◆ WORK INSTRUCTION: Locate the line containing "reading: 61.7 (no unit)" in the entries below, then retype it and every later line exactly, leaving out pictures.

◆ PROVIDED DATA:
---*---

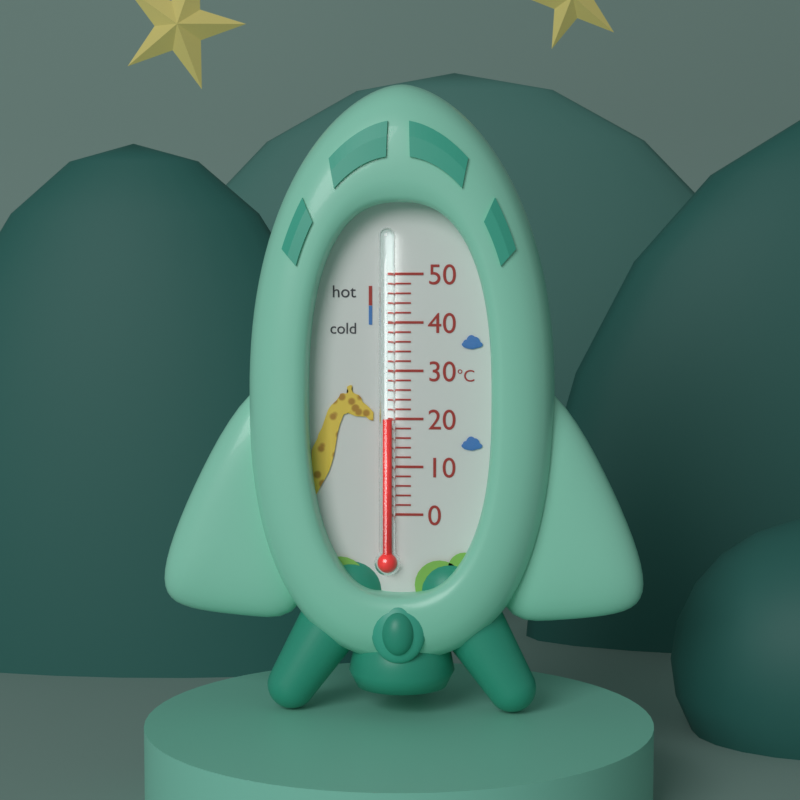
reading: 20 °C
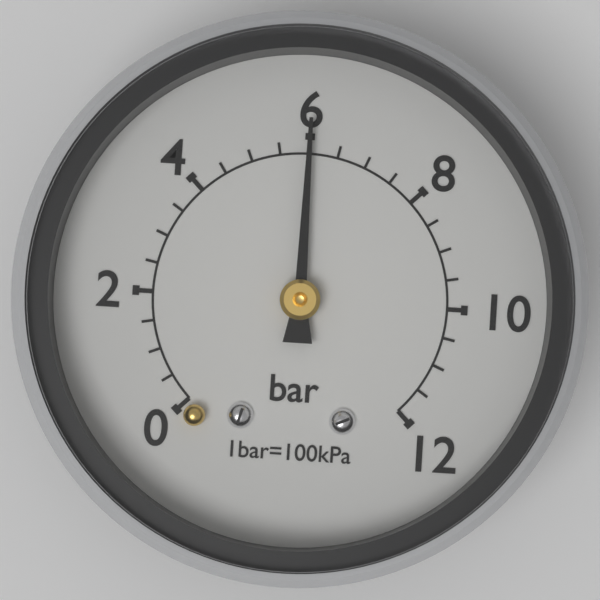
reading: 6.0 bar
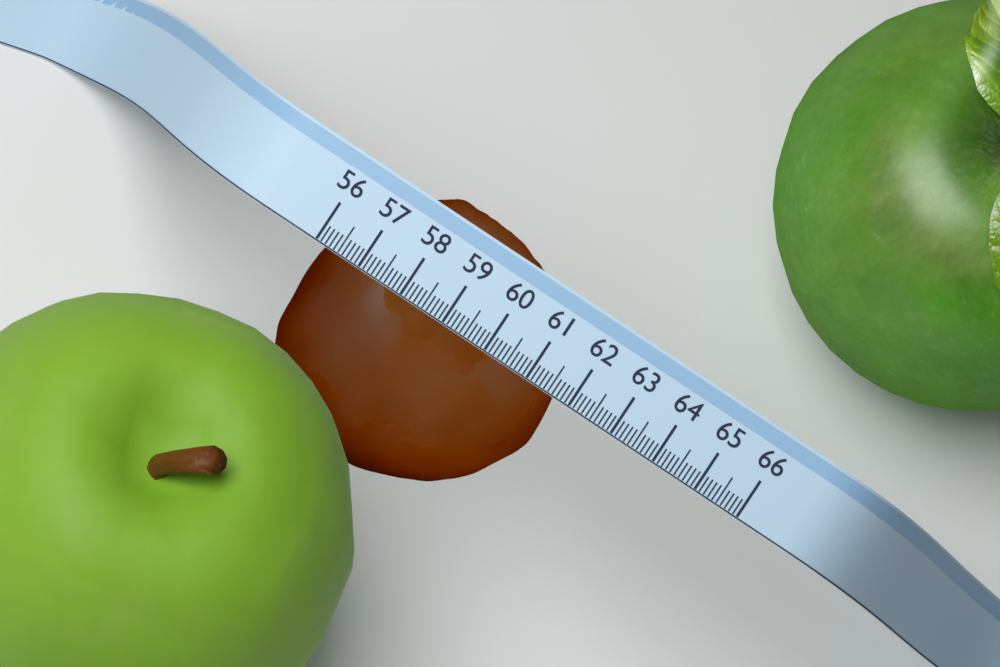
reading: 61.7 (no unit)
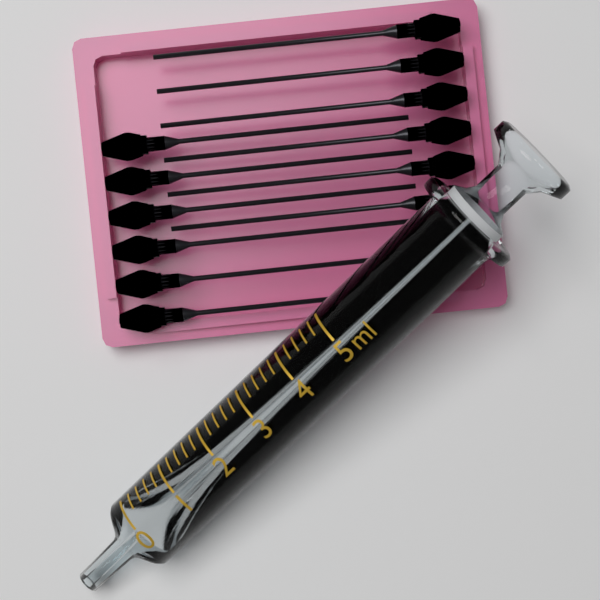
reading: 0.0 ml
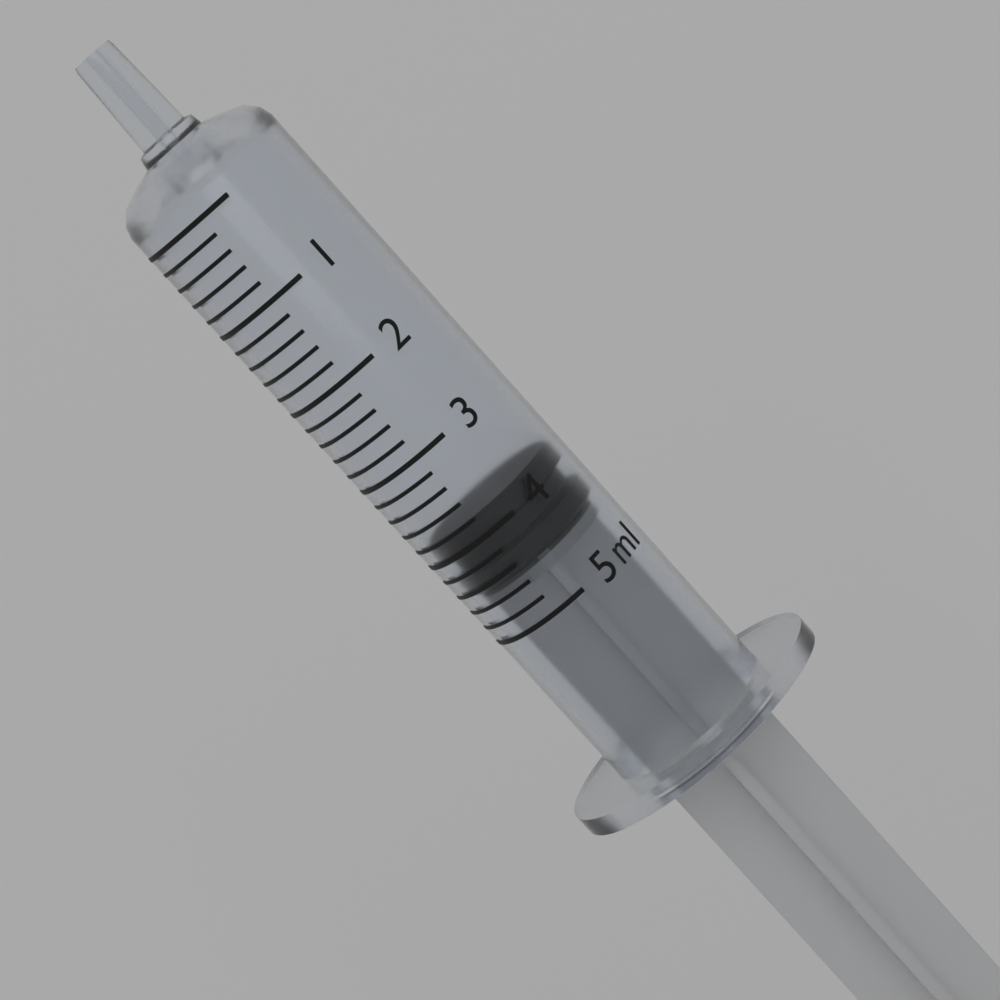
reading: 3.8 ml
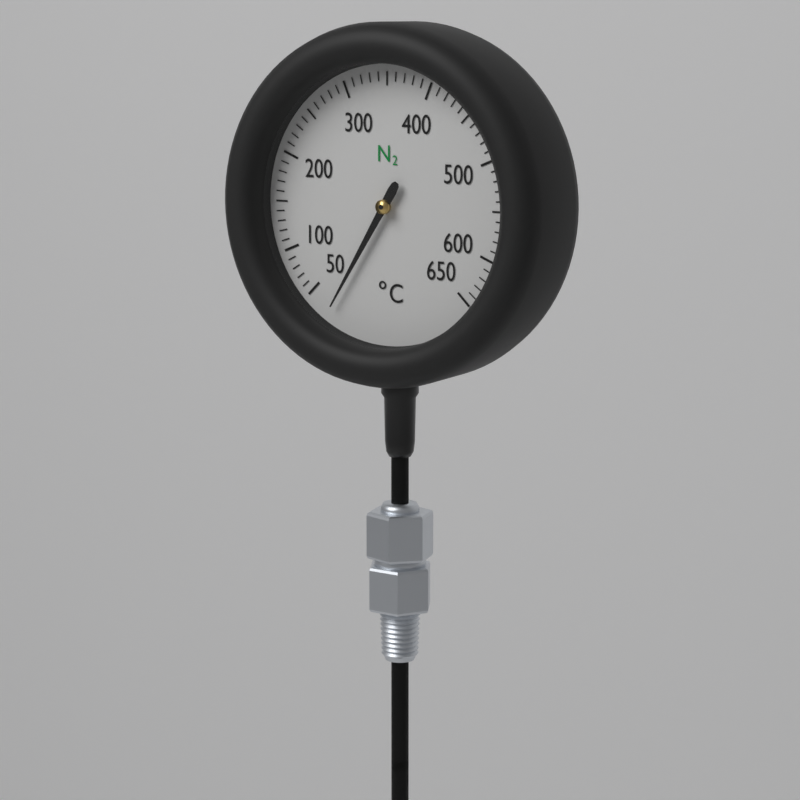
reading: 20 °C
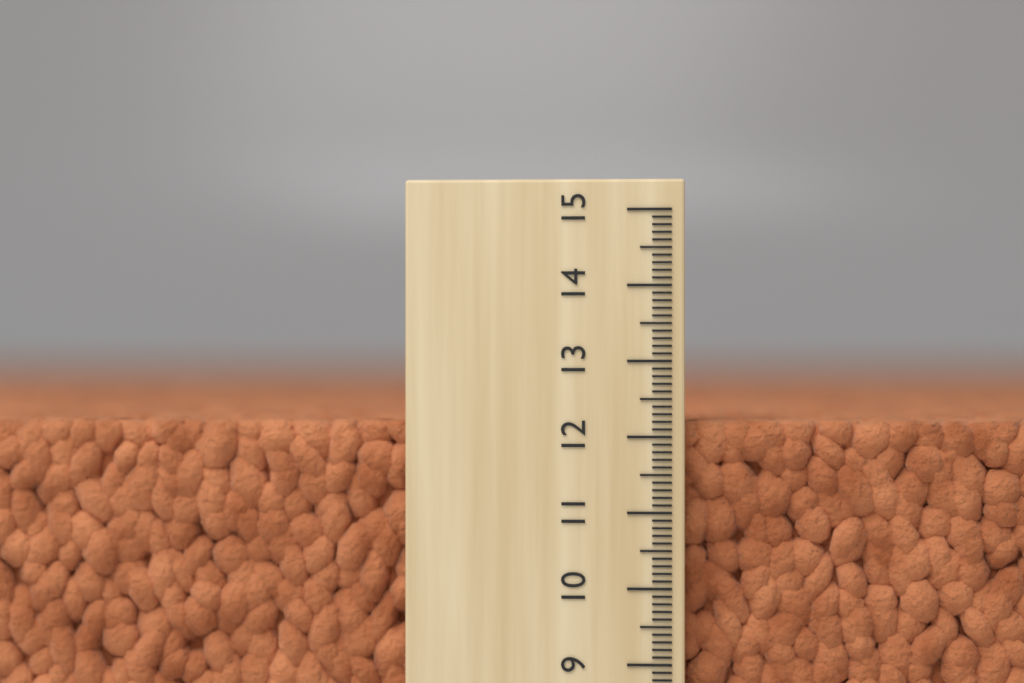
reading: 12.2 (no unit)
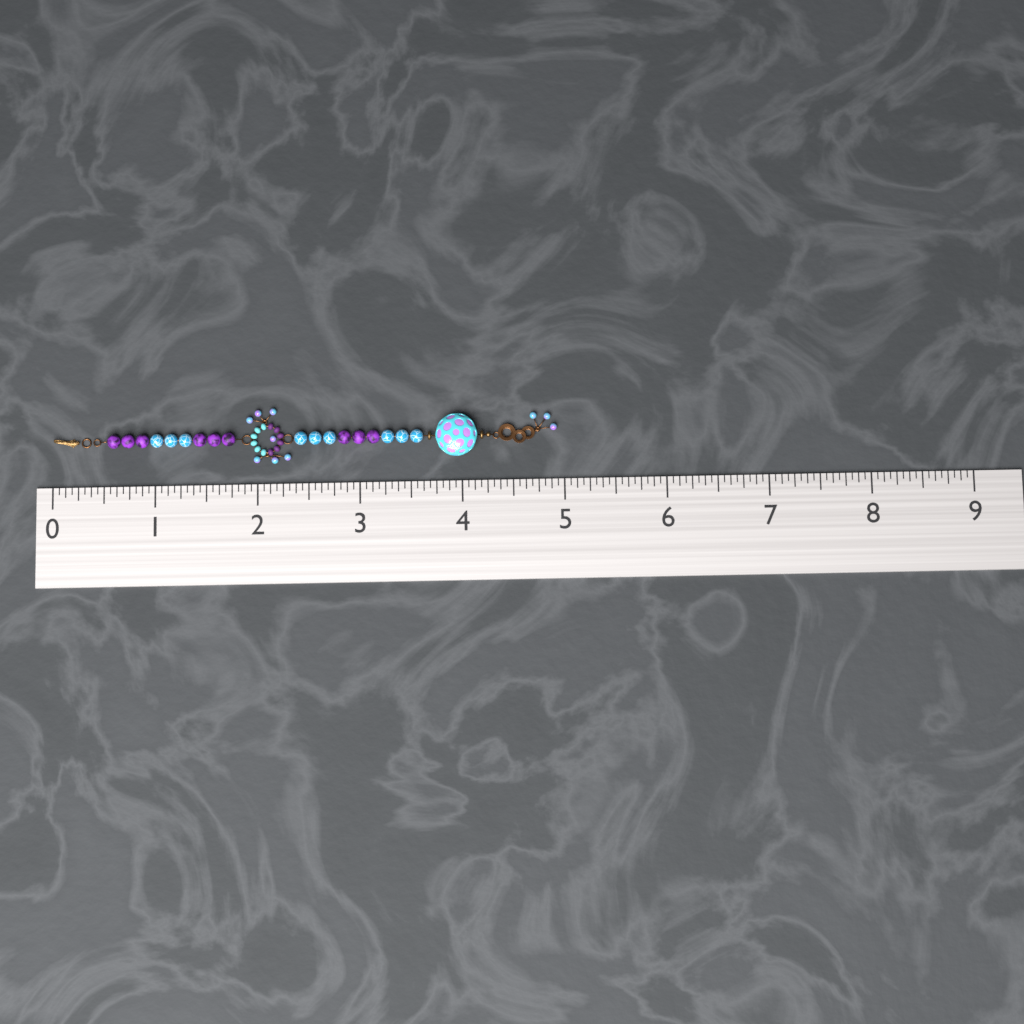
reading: 4.9375 (no unit)
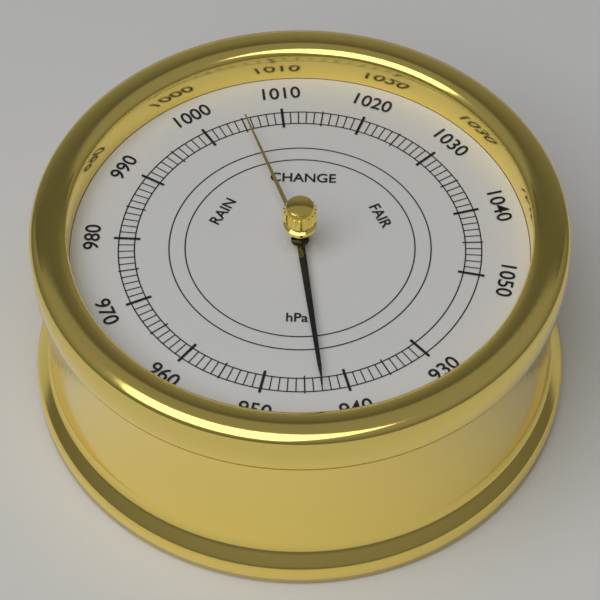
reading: 943 hPa
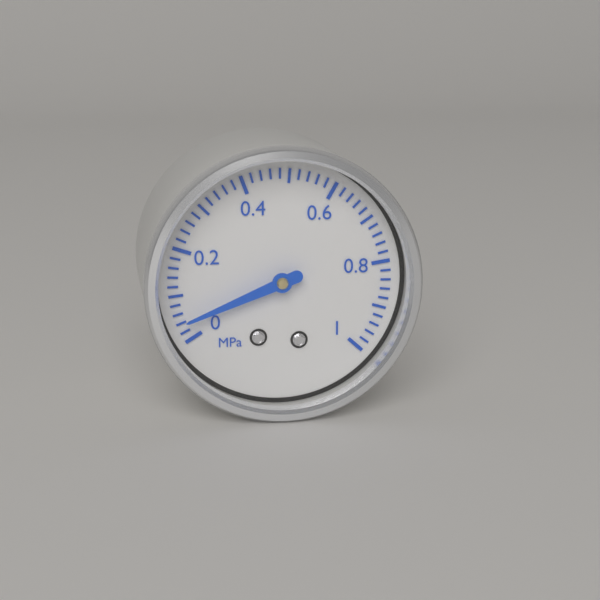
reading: 0.04 MPa
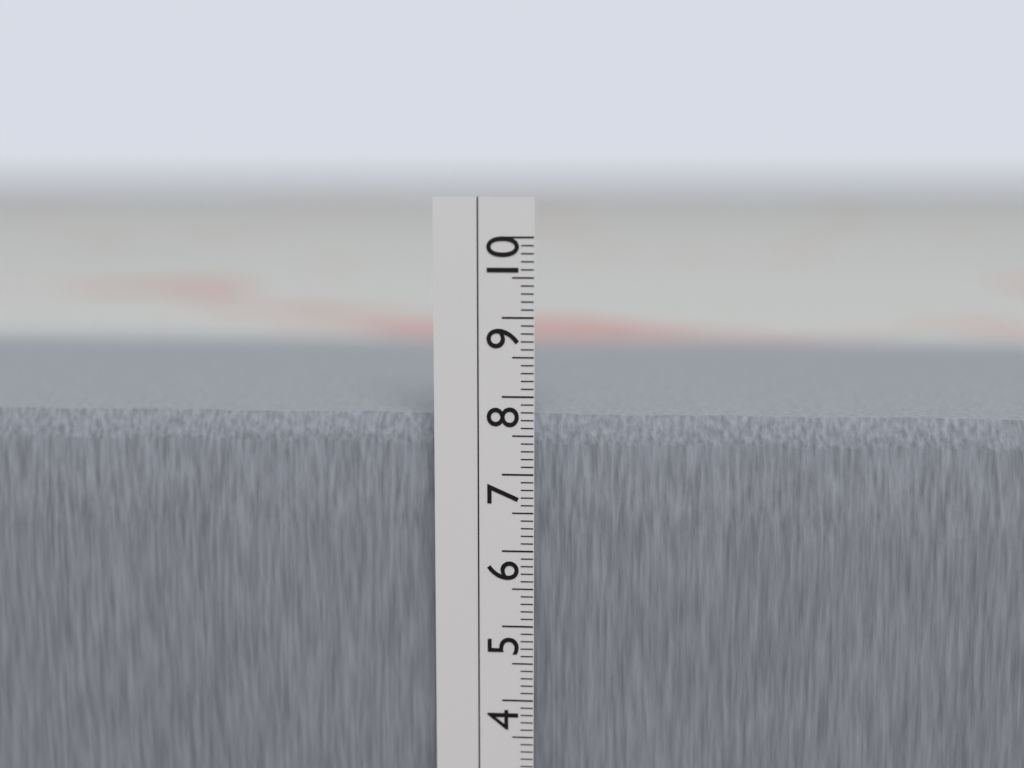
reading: 7.7 cm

---*---

◆ ANSWER SPACE:
reading: 61.7 (no unit)
reading: 0.0 ml
reading: 3.8 ml
reading: 20 °C
reading: 12.2 (no unit)
reading: 4.9375 (no unit)
reading: 943 hPa
reading: 0.04 MPa
reading: 7.7 cm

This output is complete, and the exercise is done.